DeepMind, step forward in the study of proteins
DeepMind's Artificial Intelligence may have solved a problem that has gripped biology for half a century. Thanks to the laboratory in London (which belongs to Google), a system could have been developed that can reconstruct the 3D structure of a protein in a few hours (if not minutes) in the face of the very long times that were previously necessary.
Proteins, synthesized as polypeptide chains that extend in a spatially unstructured way, must reach a stable three-dimensional conformation in order to perform their biological functions. For decades it has been known that all the information necessary for a denatured polypeptide to achieve a stable and functional conformation is contained within its own amino acid sequence. In theory, therefore, the biologically active conformation of a protein should be inferable once its primary structure is known. Adding to the elucidation of the genetic code, which was achieved several decades ago, understanding how proteins fold will help clarify how Nature is able to translate one-dimensional genetic information into specific biological structures. Any success in discovering a "folding code" would specifically improve the information content of the huge genome projects currently producing DNA sequences at an ever-increasing rate.

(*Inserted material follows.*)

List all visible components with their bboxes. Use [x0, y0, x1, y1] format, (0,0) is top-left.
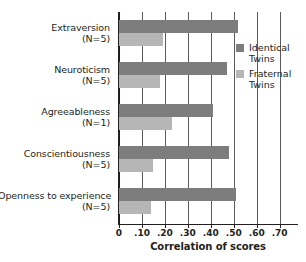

Arriving at a solution on this front would mean taking a huge step forward in the development of treatments and in the understanding of pathologies for which today there would be no short-term prospects since any further study would be inextricably linked to the understanding of folding and of the stable structure achieved (where any error with respect to the standard could explain both the causes and the consequences of the problem).
To arrive at its result, the DeepMind team has developed in recent years the Artificial Intelligence system called AlphaFold, now in its second iteration. The system was "fed" with the structure of 170 thousand proteins, data on which the system was able to act for the predictive study of 3D structures.
DeepMind researchers put their hands on : although the step forward is abnormal, “not all structures are perfectly planned. There is still a lot to learn, including many complex forms, how they interact with DNA, RNA and small molecules and how we can determine the precise position of all amino acids ".
After all this is scientific research: to carry out great steps forward to open the doors to ever larger and more complex problems. And this is the importance of AI on this front: allowing humans to accelerate research processes, to arrive where data processing times become an insurmountable problem that hides the horizon of solutions.
Source: DeepMind
DeepMind, AlphaFold's AI step forward
The importance of this step is thus explained in the words of Peter JT Dekker, Wolfgang Voos, Nikolaus Pfanner, Joachim Rassow for Treccani:Proteins, synthesized as polypeptide chains that extend in a spatially unstructured way, must reach a stable three-dimensional conformation in order to perform their biological functions. For decades it has been known that all the information necessary for a denatured polypeptide to achieve a stable and functional conformation is contained within its own amino acid sequence. In theory, therefore, the biologically active conformation of a protein should be inferable once its primary structure is known. Adding to the elucidation of the genetic code, which was achieved several decades ago, understanding how proteins fold will help clarify how Nature is able to translate one-dimensional genetic information into specific biological structures. Any success in discovering a "folding code" would specifically improve the information content of the huge genome projects currently producing DNA sequences at an ever-increasing rate.
Arriving at a solution on this front would mean taking a huge step forward in the development of treatments and in the understanding of pathologies for which today there would be no short-term prospects since any further study would be inextricably linked to the understanding of folding and of the stable structure achieved (where any error with respect to the standard could explain both the causes and the consequences of the problem).
To arrive at its result, the DeepMind team has developed in recent years the Artificial Intelligence system called AlphaFold, now in its second iteration. The system was "fed" with the structure of 170 thousand proteins, data on which the system was able to act for the predictive study of 3D structures.
DeepMind researchers put their hands on : although the step forward is abnormal, “not all structures are perfectly planned. There is still a lot to learn, including many complex forms, how they interact with DNA, RNA and small molecules and how we can determine the precise position of all amino acids ".
After all this is scientific research: to carry out great steps forward to open the doors to ever larger and more complex problems. And this is the importance of AI on this front: allowing humans to accelerate research processes, to arrive where data processing times become an insurmountable problem that hides the horizon of solutions.